The photos were stored with remarkably high fidelity on the tapes, but at the time had to be copied from projection screens onto paper, sometimes at sizes so large that warehouses and even old churches were rented out to hang them up. The results were pretty grainy, but clear enough to identify landing sites and potential hazards. After the low-fi printing, the tapes were shoved into boxes and forgotten.

They changed hands several times over the years, almost getting tossed out before landing in storage in Moorpark, California. Several abortive attempts were made to recover data from the tapes, which were well kept, but it wasn’t until 2005 that NASA engineer Keith Cowing and space entrepreneur Dennis Wingo were able to bring the materials and the technical know how together.

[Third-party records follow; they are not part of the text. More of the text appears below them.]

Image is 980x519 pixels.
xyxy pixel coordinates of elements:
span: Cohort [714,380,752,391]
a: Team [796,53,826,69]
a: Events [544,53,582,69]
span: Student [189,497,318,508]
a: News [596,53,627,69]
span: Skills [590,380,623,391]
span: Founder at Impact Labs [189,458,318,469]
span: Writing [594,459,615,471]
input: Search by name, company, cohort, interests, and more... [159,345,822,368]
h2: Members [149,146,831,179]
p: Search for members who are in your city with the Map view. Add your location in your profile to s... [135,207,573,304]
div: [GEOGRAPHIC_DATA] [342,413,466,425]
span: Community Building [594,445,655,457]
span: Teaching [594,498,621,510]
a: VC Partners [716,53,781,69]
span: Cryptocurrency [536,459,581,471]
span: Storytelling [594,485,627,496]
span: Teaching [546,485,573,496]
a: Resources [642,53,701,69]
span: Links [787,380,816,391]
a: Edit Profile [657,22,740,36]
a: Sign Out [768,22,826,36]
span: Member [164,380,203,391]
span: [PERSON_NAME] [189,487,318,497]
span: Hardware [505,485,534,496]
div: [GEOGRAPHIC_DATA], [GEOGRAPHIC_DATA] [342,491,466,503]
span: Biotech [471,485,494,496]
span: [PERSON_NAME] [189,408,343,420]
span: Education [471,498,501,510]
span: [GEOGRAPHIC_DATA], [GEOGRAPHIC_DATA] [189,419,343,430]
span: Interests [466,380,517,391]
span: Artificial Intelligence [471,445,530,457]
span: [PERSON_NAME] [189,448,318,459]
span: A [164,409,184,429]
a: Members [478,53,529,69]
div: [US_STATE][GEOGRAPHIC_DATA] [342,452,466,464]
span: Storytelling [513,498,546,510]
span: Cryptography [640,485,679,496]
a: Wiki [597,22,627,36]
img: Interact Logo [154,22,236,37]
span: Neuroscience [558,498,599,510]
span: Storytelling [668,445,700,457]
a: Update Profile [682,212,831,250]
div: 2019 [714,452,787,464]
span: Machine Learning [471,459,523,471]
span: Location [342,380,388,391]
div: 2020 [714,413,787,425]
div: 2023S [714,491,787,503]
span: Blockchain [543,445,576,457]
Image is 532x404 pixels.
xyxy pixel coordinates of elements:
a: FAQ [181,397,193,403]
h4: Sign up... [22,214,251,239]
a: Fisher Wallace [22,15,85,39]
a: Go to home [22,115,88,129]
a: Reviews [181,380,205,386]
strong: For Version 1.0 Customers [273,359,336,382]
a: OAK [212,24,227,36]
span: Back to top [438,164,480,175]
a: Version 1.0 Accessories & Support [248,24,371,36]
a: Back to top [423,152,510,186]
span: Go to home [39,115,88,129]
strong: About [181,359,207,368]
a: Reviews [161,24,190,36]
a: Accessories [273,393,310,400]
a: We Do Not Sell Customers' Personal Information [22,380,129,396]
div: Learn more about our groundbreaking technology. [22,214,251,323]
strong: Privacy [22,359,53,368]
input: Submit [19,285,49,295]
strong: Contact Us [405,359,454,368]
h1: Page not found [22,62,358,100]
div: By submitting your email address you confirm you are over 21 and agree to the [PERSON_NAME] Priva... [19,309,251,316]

When they learned through a Usenet group that former NASA employee Nancy Evans might have both the tapes and the super-rare Ampex FR-900 drives needed to read them, they jumped into action.

26 April 2014
[tech] Previously Unknown Andy Warhol Works Discovered on Floppy Disks from 1985 … another story of digital archeology … ‘It was not known in advance whether any of Warhol’s imagery existed on the floppy disks—nearly all of which were system and application diskettes onto which, the team later discovered, Warhol had saved his own data. Reviewing the disks’ directory listings, the team’s initial excitement on seeing promising filenames like “campbells.pic” and “marilyn1.pic” quickly turned to dismay, when it emerged that the files were stored in a completely unknown file format, unrecognized by any utility. Soon afterwards, however, the Club’s forensics experts had reverse-engineered the unfamiliar format, unveiling 28 never-before-seen digital images that were judged to be in Warhol’s style by the AWM’s experts. At least eleven of these images featured Warhol’s signature.’
27 April 2014
[movies] A View To A Kill: Occasionally Starring Roger Moore … an amusing look at the conclusion to Roger Moore’s run of movies as James Bond… ‘Let’s be honest: Roger Mortis has finally set in. This incarnation of cinema’s favourite secret agent is no more. This is an ex-Bond. It’s not even Rodge’s fault (he graciously noted that he was “only about four hundred years too old for the part”) – the poor bastard had been trying to escape since 1979, but Cubby Broccoli never had the balls to choose another Bond. As a result of that cowardice, and combined with the fact that Moore is nearly three years older than Sean Connery, James Bond went from a prowling, 32-year-old sex puma in 1962 to a shuffling, 57-year-old sex tortoise in 1985 without ever making reference to his own advancing years or behaving accordingly.’
28 April 2014
[stickers] How much does it cost to fill the Panini 2014 World Cup Sticker book? … it turns out that collecting World Cup team stickers in a pretty expensive hobby … ‘You need 824 packets and that’s a smacking £412.’
29 April 2014
[trolling] The Compleat Troller, Or, THE ART OF TROLLING

The Compleat Troller

30 April 2014
[space] SuitSat1: A Spacesuit Floats Free … slightly disturbing picture of a empty spacesuit floating away from the International Space Station … ‘The unneeded Russian Orlan spacesuit filled mostly with old clothes was fitted with a faint radio transmitter and released to orbit the Earth. The suit circled the Earth twice before its radio signal became unexpectedly weak.’